A Four-Letter Word for Fun
W-O-R-K. Or at least that’s how my three almost-six-year-old boys would answer that clue in a crossword puzzle. Kids are amazing that way—they see the drudgery we adults slug through as fascinating stuff, allowing them opportunities to role play, to get messy and push big noisy appliances around, and to feel independent and important. It’s really quite amazing to watch, perhaps all the more so because I know one day they’ll do a full 180 and declare chores “torture.”
For now though, I, their father, and their teacher are taking advantage of it.
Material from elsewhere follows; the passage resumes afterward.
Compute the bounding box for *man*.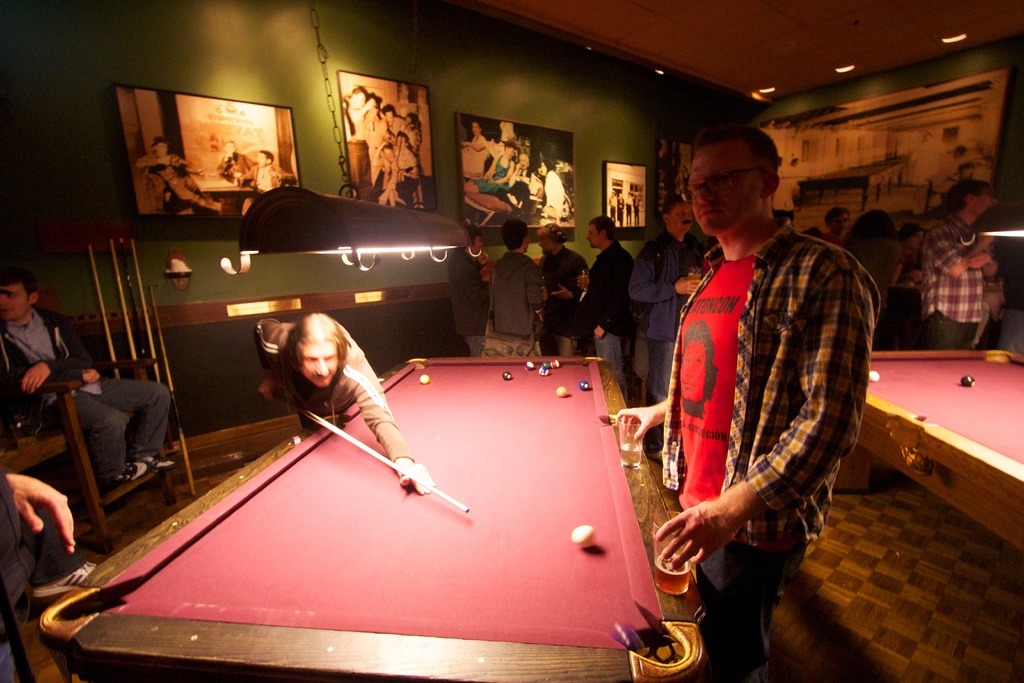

Their homework for the Thanksgiving Break has been to do an odd job worth $.15 each day, with the goal of earning $1.50 to buy supplies for a Christmas present they’ll make in kindergarten class. This, on top of their daily chores, for which they earn $2 a week. I do believe my house has never been this sparkly. And I have a major head rush to thank for it….
One day early last summer, I had my head down at the bottom of a laundry hamper, all the blood rushing into it as I stretched for that last dirty sock, when I had an epiphany: “Why in tarnation am I doing this?! These kids can collect socks from a hamper!” Within minutes I’d designed, printed, and debuted the Job Chart. Featured were tiny jobs that six-year-olds could do and which, despite that tininess, added up to a lot of work for me each day—work I saw no need for me to do any longer. I’d spent plenty of time scrubbing soiled onesies and vacuuming goldfish crumbs out of the carpet. No more! Since that fateful morning in my laundry hamper, each morning a boy opens the blinds in their shared bedroom, turns off the nightlight, and flushes their toilet (which I won’t let them flush during the night for fear of waking each other), and each night a boy empties all the inside trashcans into the big outside one and another boy gathers the laundry from all the hampers and takes it to the laundry room. But it doesn’t stop there: each week one boy vacuums the downstairs, one boy vacuums the van, and one boy takes the outside trash can to the curb and back on trash pick-up day.
Did you count that? SIX JOBS THAT WE PARENTS NO LONGER DO.
Head rushes can be glorious things.
What gets me is that the boys are perfectly content to do these jobs, trading off responsibilities each week. Some jobs have become habit, some are still wild thrills (a roaring vacuum hose in the van? Nirvana!). Plus, the boys know that if they skip even one job, they won’t get paid (it’s happened to each of them at least once because, hey, I’m a tough cookie and I mean business). They LIKE money. Very much. They’ve bought cars with their cash, and pylons, and even hammers. They feel empowered with a full wallet. Can’t blame them for that.
But they don’t get to spend all the cash. They are, after all, role playing, and part of playing an adult with money is being an adult who saves part of that money. At least that’s how we’re teaching it. So, one dollar is fun money, the second is savings.
The boys aren’t so keen on the savings part.
But that’s okay, I’m keen on it. I keep telling them that they’ll thank me for that part when they buy their first real car(s) with it. In the meantime, they’re happy with the toy cars and hammers. And the job-doing itself. When I left the house a few mornings ago for some writing time at Starbucks, my husband was teaching one son to use the washing machine and our two other sons were in the front yard shaking out a throw rug. They were all laughing.
I should get head rushes more often.